> **EXERCISE DIRECTIONS**: Every entry has to be output exactly, with none skipped.

= = = =

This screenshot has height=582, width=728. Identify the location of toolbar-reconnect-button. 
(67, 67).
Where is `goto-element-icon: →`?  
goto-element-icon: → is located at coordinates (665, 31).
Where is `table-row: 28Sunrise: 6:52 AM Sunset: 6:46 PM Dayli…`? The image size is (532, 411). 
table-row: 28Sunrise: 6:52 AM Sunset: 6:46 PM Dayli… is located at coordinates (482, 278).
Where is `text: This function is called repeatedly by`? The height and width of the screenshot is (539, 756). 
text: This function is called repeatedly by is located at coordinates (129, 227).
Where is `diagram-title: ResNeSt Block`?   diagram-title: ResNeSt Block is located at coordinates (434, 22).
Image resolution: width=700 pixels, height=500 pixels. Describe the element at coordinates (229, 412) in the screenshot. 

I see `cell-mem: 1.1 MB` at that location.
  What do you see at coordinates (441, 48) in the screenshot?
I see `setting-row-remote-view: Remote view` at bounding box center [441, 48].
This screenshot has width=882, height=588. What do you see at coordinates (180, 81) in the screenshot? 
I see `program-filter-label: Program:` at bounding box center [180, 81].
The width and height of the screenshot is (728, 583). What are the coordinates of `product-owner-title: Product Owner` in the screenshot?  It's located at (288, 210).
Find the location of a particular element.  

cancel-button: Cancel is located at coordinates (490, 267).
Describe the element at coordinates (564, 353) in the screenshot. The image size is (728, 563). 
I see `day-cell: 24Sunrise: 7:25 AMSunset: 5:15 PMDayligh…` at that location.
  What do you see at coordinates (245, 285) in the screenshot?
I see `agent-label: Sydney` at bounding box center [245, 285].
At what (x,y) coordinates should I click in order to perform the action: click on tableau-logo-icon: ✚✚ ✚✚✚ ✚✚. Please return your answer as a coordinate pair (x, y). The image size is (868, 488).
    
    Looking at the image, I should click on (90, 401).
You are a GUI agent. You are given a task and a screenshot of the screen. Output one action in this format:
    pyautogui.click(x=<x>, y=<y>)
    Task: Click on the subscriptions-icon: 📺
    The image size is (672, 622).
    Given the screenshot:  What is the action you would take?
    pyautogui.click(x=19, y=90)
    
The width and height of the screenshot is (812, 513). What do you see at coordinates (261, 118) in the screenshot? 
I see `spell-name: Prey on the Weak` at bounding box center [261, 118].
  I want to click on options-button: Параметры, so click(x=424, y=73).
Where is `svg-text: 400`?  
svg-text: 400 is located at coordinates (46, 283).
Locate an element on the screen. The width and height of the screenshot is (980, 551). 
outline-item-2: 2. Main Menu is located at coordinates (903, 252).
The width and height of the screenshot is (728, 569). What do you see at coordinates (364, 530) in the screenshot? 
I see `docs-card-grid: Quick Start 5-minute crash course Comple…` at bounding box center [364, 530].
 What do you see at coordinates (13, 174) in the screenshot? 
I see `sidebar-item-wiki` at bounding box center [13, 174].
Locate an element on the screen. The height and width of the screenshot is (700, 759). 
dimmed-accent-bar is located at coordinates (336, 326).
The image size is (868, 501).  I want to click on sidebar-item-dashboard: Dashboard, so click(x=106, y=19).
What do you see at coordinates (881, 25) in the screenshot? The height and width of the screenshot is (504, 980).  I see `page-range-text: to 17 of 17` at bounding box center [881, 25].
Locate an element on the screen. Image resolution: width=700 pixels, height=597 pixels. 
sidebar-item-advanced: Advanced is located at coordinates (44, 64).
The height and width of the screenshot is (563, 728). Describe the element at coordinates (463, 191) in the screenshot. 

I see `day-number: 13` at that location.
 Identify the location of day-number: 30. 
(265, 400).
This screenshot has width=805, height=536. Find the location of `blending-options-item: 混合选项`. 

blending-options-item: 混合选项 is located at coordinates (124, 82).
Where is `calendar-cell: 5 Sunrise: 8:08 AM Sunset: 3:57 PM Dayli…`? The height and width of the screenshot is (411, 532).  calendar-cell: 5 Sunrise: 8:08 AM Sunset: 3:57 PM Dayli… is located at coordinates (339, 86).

= = = =

> **OUTPUT FOR THIS TASK**:
This screenshot has height=582, width=728. Identify the location of toolbar-reconnect-button. 
(67, 67).
Where is `goto-element-icon: →`?  
goto-element-icon: → is located at coordinates (665, 31).
Where is `table-row: 28Sunrise: 6:52 AM Sunset: 6:46 PM Dayli…`? The image size is (532, 411). 
table-row: 28Sunrise: 6:52 AM Sunset: 6:46 PM Dayli… is located at coordinates (482, 278).
Where is `text: This function is called repeatedly by`? The height and width of the screenshot is (539, 756). 
text: This function is called repeatedly by is located at coordinates (129, 227).
Where is `diagram-title: ResNeSt Block`?   diagram-title: ResNeSt Block is located at coordinates (434, 22).
Image resolution: width=700 pixels, height=500 pixels. Describe the element at coordinates (229, 412) in the screenshot. 

I see `cell-mem: 1.1 MB` at that location.
  What do you see at coordinates (441, 48) in the screenshot?
I see `setting-row-remote-view: Remote view` at bounding box center [441, 48].
This screenshot has width=882, height=588. What do you see at coordinates (180, 81) in the screenshot? 
I see `program-filter-label: Program:` at bounding box center [180, 81].
The width and height of the screenshot is (728, 583). What are the coordinates of `product-owner-title: Product Owner` in the screenshot?  It's located at (288, 210).
Find the location of a particular element.  

cancel-button: Cancel is located at coordinates (490, 267).
Describe the element at coordinates (564, 353) in the screenshot. The image size is (728, 563). 
I see `day-cell: 24Sunrise: 7:25 AMSunset: 5:15 PMDayligh…` at that location.
  What do you see at coordinates (245, 285) in the screenshot?
I see `agent-label: Sydney` at bounding box center [245, 285].
At what (x,y) coordinates should I click in order to perform the action: click on tableau-logo-icon: ✚✚ ✚✚✚ ✚✚. Please return your answer as a coordinate pair (x, y). The image size is (868, 488).
    
    Looking at the image, I should click on (90, 401).
You are a GUI agent. You are given a task and a screenshot of the screen. Output one action in this format:
    pyautogui.click(x=<x>, y=<y>)
    Task: Click on the subscriptions-icon: 📺
    The image size is (672, 622).
    Given the screenshot:  What is the action you would take?
    pyautogui.click(x=19, y=90)
    
The width and height of the screenshot is (812, 513). What do you see at coordinates (261, 118) in the screenshot? 
I see `spell-name: Prey on the Weak` at bounding box center [261, 118].
  I want to click on options-button: Параметры, so click(x=424, y=73).
Where is `svg-text: 400`?  
svg-text: 400 is located at coordinates (46, 283).
Locate an element on the screen. The width and height of the screenshot is (980, 551). 
outline-item-2: 2. Main Menu is located at coordinates (903, 252).
The width and height of the screenshot is (728, 569). What do you see at coordinates (364, 530) in the screenshot? 
I see `docs-card-grid: Quick Start 5-minute crash course Comple…` at bounding box center [364, 530].
 What do you see at coordinates (13, 174) in the screenshot? 
I see `sidebar-item-wiki` at bounding box center [13, 174].
Locate an element on the screen. The height and width of the screenshot is (700, 759). 
dimmed-accent-bar is located at coordinates (336, 326).
The image size is (868, 501).  I want to click on sidebar-item-dashboard: Dashboard, so click(x=106, y=19).
What do you see at coordinates (881, 25) in the screenshot? The height and width of the screenshot is (504, 980).  I see `page-range-text: to 17 of 17` at bounding box center [881, 25].
Locate an element on the screen. Image resolution: width=700 pixels, height=597 pixels. 
sidebar-item-advanced: Advanced is located at coordinates (44, 64).
The height and width of the screenshot is (563, 728). Describe the element at coordinates (463, 191) in the screenshot. 

I see `day-number: 13` at that location.
 Identify the location of day-number: 30. 
(265, 400).
This screenshot has width=805, height=536. Find the location of `blending-options-item: 混合选项`. 

blending-options-item: 混合选项 is located at coordinates (124, 82).
Where is `calendar-cell: 5 Sunrise: 8:08 AM Sunset: 3:57 PM Dayli…`? The height and width of the screenshot is (411, 532).  calendar-cell: 5 Sunrise: 8:08 AM Sunset: 3:57 PM Dayli… is located at coordinates (339, 86).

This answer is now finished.